On the other side of a freight tunnel is a better life. Not benefits, not welfare, but a better life; safer job prospects, a familiar language, a strong currency. From a camp called the Jungle, they walk a few miles, leap over fences, outrun police, all for the chance to get to this tunnel.
It might sound like the plot of a Hunger-Games style movie, but that’s what many migrants are doing in Calais every evening – leaving the makeshift refugee camp they call the Jungle, to make a break for the freight tunnel – if they can make the safe passage through the tunnel, in the back of a truck, or clinging to its underside, they’ll have the chance of a better life.
The Jungle, the camp that houses the migrants is horribly under-resourced, with only 30 toilets for the 3,000 people living there. To get to the UK, the migrants have to face obstacles which threaten their personal safety and wellbeing – they are not oblivious to the dangers.
The New York Times interviewed Mima, a 26-year-old migrant from Ethiopia, who said:
“The U.K. is not paradise, it’s not heaven, I know that,” he said. “I know it’s not safe to jump on a moving train. But we have no choice. If you had a choice, why would you do this?”
That’s the sentiment of many in the camp, which is mainly made up of refugees from North East Africa and the Middle East; it’s not clear whether the term “migrant” sufficiently captures the nature of their situation; they’re fleeing war, political persecution and in some cases, devastation of their countries.
But it’s more neutral than “illegal immigrant” or “alien”. The urge to politicise these people has been overwhelming from certain actors. The UK’s response?
That means not providing adequate help and assistance so lives are not put in danger, and it also means not providing help and aid to the countries of migration. It means fences, it means dogs, which in this author’s opinion is a ridiculously antiquated and inadequate solution to the problem and clearly geared to satisfy right-wing elements in the UK who fear their own perceptions of being “swamped”.
But as one police officer in Calais reflected: “it makes you think, this job. How can you judge a guy who has nothing, who is fleeing war and just wants a life for his family?”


WHAT YOU NEED TO DO
Starting at the line that contains "On this 678", repeat each line exactly through the last line of the listing, and repeat nothing else.

DATA SUPPLIED

* * * * *

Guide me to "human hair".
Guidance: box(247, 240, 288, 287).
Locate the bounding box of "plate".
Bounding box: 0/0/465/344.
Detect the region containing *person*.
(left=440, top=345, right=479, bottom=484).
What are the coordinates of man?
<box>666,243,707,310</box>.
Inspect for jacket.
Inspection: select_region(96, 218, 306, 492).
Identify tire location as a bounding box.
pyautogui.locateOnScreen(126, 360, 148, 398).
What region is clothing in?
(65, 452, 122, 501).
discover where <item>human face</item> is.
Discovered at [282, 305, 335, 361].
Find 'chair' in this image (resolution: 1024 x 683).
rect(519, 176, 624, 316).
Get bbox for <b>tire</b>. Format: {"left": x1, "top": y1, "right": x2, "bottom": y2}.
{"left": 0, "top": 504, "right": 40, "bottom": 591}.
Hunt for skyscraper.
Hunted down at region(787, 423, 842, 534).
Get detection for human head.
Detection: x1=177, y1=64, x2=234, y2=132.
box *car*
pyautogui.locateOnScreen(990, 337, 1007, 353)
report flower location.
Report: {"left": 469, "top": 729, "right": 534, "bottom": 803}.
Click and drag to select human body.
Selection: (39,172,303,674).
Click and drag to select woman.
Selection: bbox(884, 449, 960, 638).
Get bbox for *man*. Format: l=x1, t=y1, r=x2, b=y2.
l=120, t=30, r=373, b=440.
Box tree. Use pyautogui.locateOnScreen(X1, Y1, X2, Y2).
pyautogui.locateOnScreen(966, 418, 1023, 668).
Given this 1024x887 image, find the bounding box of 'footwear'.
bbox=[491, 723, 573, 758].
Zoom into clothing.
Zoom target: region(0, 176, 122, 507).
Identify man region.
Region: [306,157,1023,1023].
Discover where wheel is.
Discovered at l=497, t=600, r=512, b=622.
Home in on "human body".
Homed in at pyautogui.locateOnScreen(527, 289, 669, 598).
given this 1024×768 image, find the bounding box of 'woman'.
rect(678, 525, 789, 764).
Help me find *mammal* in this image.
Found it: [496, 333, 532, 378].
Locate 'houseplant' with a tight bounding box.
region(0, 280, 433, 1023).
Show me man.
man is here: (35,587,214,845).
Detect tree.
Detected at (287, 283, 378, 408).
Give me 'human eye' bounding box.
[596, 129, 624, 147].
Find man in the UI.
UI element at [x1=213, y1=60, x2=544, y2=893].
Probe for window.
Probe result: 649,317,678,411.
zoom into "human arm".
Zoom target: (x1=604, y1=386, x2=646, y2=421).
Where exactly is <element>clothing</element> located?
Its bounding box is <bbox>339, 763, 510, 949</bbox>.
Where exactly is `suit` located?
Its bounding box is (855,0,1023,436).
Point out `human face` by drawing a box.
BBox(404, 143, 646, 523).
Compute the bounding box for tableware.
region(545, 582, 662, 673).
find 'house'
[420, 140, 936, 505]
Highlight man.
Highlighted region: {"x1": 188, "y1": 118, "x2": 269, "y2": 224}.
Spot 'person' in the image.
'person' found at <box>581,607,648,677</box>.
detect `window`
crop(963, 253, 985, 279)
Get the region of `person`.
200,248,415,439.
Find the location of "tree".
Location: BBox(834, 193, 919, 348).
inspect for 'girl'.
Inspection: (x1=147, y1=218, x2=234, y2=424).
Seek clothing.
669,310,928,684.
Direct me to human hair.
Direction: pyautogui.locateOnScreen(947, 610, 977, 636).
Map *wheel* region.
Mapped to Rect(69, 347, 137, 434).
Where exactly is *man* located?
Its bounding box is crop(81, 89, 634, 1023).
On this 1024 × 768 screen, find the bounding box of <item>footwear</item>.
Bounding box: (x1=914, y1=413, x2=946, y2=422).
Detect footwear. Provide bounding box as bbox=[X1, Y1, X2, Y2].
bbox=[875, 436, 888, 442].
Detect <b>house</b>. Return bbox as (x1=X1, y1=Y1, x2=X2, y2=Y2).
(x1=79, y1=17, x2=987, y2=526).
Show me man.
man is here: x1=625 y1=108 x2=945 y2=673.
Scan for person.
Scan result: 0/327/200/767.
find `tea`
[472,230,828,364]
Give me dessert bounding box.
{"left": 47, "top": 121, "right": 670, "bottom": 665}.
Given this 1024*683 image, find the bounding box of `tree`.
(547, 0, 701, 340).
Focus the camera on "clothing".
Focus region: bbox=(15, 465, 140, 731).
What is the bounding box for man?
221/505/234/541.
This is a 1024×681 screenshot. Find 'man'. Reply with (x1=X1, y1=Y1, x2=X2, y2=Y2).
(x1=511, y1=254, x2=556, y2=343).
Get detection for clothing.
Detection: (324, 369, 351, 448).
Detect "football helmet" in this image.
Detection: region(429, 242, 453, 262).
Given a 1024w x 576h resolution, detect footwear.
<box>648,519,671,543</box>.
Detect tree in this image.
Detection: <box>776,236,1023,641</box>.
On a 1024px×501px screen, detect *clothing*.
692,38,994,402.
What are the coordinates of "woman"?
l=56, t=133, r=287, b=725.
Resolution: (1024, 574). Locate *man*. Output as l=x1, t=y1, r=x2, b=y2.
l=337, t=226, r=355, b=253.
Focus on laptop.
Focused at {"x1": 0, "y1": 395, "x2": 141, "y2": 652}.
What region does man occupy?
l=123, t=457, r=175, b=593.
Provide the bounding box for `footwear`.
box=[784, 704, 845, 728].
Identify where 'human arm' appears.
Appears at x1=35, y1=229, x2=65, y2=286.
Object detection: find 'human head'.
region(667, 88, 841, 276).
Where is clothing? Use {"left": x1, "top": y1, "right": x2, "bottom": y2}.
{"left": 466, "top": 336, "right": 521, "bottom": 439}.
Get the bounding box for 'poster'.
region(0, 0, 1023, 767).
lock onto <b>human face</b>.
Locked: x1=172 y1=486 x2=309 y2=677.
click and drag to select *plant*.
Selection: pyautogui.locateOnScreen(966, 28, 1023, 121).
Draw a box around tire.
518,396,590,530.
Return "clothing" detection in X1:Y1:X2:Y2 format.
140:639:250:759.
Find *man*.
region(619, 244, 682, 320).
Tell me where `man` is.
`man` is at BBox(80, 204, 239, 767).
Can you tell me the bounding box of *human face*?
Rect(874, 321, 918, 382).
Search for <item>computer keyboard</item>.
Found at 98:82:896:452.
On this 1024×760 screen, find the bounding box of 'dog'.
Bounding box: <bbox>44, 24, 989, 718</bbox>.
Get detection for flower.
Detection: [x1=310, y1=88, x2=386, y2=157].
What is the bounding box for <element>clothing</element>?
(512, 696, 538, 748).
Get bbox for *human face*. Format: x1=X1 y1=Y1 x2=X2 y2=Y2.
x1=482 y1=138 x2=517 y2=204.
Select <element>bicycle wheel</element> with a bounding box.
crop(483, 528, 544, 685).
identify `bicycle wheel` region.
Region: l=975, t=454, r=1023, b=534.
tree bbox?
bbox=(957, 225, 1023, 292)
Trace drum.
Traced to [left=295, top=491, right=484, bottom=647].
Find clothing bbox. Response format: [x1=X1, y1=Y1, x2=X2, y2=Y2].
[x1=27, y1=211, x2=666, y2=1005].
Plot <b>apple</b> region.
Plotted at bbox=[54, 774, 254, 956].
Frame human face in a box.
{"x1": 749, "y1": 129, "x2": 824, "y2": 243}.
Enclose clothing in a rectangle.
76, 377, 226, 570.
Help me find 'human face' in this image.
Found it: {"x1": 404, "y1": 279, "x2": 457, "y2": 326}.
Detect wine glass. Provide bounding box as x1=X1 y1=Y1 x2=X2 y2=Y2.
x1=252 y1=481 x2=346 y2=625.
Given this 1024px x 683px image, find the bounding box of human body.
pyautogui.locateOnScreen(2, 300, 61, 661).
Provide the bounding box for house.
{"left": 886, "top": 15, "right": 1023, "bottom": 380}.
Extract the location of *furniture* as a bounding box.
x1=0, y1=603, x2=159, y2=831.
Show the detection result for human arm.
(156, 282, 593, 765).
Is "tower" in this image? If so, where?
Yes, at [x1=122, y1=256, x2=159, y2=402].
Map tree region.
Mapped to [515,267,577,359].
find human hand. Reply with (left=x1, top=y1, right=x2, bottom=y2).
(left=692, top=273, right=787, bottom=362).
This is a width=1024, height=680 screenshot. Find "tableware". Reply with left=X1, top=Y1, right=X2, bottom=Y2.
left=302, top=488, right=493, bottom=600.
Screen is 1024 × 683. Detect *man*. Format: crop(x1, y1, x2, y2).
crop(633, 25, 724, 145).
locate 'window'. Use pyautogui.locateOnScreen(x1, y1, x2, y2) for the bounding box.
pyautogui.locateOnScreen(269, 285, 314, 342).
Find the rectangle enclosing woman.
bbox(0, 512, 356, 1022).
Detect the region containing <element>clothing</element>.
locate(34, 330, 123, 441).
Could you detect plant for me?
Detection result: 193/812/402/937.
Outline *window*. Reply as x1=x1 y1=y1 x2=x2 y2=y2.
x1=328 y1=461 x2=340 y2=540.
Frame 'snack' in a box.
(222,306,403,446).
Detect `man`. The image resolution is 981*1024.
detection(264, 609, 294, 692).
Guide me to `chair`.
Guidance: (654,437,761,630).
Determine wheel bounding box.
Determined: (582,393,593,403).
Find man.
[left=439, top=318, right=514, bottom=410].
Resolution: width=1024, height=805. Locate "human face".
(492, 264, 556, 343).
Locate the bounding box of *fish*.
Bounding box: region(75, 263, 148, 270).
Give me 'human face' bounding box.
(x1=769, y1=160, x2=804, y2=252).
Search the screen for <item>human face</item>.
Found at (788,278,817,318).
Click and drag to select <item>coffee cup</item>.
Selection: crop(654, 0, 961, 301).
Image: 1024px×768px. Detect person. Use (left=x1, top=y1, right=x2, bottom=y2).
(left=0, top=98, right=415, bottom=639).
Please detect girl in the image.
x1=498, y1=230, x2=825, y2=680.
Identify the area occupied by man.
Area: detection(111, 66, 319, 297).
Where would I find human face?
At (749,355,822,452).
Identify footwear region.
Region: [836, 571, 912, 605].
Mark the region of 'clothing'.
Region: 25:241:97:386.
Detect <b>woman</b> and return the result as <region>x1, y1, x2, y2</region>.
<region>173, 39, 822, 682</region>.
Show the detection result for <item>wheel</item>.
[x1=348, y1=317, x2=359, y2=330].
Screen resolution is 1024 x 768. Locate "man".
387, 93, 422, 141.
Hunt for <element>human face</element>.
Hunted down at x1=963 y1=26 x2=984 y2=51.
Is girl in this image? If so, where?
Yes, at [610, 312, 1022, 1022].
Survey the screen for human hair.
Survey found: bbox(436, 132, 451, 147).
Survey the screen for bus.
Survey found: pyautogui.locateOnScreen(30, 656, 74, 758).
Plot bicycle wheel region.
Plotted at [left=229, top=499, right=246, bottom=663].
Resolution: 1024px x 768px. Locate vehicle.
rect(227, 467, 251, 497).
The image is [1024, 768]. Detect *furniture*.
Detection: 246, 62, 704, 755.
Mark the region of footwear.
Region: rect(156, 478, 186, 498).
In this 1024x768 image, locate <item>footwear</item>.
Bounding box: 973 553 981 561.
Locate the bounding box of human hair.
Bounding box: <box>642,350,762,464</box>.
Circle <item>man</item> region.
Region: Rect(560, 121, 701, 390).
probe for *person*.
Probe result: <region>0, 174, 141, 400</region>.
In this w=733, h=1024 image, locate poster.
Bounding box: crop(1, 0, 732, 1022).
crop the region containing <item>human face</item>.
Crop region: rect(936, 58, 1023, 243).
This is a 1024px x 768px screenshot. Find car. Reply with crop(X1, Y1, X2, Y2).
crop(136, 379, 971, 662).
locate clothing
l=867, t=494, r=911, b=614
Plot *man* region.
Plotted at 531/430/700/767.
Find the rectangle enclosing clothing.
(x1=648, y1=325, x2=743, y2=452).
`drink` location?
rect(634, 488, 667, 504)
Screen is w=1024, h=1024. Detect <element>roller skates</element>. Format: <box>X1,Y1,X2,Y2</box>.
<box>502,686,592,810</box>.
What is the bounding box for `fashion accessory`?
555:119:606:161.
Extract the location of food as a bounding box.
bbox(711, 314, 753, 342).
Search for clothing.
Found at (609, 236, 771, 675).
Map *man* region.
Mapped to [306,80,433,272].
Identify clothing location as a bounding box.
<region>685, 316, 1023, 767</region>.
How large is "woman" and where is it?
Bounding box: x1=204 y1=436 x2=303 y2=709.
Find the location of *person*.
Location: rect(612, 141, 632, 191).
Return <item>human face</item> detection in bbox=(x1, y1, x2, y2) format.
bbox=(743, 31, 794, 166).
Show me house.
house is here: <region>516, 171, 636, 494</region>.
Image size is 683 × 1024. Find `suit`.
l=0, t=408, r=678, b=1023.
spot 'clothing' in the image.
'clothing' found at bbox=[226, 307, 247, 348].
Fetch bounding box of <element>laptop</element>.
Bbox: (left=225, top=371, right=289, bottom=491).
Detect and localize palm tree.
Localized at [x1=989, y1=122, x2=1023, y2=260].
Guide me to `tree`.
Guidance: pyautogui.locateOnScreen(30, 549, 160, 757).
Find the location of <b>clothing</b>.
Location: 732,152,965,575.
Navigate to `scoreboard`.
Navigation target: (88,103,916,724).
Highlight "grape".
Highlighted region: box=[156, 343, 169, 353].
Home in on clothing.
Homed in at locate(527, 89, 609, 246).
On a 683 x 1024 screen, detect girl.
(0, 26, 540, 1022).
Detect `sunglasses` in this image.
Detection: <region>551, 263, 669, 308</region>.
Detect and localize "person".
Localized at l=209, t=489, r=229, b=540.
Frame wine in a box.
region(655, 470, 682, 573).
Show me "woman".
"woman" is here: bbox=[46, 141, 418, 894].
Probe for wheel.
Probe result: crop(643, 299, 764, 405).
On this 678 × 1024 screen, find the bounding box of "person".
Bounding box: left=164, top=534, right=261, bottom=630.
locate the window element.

* * * * *

SOLUTION FOR THIS EXERCISE
On this 678 × 1024 screen, find the bounding box of "person".
Bounding box: left=164, top=534, right=261, bottom=630.
locate the window element.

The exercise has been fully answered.